Letter to the Editor: Virtual Commencement a Chance to Reflect
In the days preceding Commencement in 2018, I kept a strict schedule—hosting my parents on campus tours, engaging with my professors and mentors, celebrating with friends and classmates. In the midst of all that activity, I had little time to meditate on what I had experienced and how much I had transformed over the previous four years. It felt like being on a moving walkway, such as you might find at an airport: whether I was walking or standing still, things moved at an accelerated pace.
This year’s virtual Wesleyan Commencement looked very different than my own. In reflecting on that difference, I have wondered what it means for graduates. Could the unfilled space of campus life create new space for reflection over time?
Over the last few months, I have noticed countless WeChat posts in which graduates have reminisced about crucial life events in their last four or five years. This appreciation and recollection of a full arc of time was not prevalent in my class year. In 2018 (and perhaps before), our memories gravitated heavily toward Commencement, the last chapter of senior year. Many of the incidents of our first 3.5 years were selectively removed and forgotten.
This year, by contrast, the thesis talks, social gatherings, dinner parties that served mostly as my memories of Wesleyan became less significant. Perhaps this will mean that graduates’ memories of their time at Wesleyan may be more balanced, with a fuller picture of their college life. That’s the way I think it should be, and I hope that graduates’ feelings about Wesleyan and Middletown remain perpetually strong, just as I hope the same for my own.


THE TASK »
Work through the data below and give the number of lines holding "pixels", nothing more.

INPUT RECORDS »
+===+
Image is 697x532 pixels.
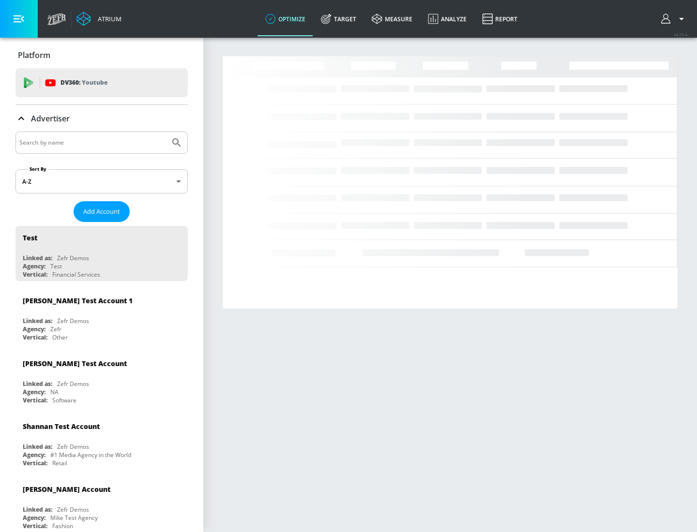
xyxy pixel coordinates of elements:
+===+
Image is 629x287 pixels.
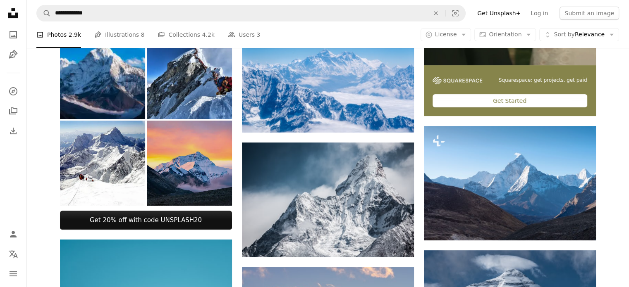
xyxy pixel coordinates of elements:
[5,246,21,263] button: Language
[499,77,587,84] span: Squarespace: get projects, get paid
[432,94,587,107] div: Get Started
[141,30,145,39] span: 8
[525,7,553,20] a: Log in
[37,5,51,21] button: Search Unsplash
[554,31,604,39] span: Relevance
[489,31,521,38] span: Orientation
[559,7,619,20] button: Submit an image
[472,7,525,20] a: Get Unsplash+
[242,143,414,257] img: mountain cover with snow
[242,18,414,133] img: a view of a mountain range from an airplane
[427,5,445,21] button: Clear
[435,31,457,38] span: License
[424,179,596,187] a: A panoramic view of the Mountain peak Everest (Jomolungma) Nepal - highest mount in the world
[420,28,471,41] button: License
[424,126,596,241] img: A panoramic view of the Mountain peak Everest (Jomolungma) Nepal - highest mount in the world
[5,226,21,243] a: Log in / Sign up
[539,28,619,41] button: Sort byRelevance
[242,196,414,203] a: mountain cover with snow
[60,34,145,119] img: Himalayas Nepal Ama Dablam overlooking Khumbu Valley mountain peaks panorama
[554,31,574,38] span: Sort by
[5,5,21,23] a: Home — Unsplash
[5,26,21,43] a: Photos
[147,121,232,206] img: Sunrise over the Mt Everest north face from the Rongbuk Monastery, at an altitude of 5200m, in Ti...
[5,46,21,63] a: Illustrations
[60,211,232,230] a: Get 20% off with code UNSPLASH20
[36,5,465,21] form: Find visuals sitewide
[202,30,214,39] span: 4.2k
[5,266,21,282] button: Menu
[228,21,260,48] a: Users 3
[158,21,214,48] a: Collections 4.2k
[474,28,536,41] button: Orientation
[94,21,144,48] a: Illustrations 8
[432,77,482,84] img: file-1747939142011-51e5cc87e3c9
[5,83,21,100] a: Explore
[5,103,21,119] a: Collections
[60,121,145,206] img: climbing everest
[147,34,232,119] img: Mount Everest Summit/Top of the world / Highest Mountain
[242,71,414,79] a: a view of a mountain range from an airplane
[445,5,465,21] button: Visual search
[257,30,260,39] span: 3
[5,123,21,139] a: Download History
+===+
WRITTEN ANSWER »
2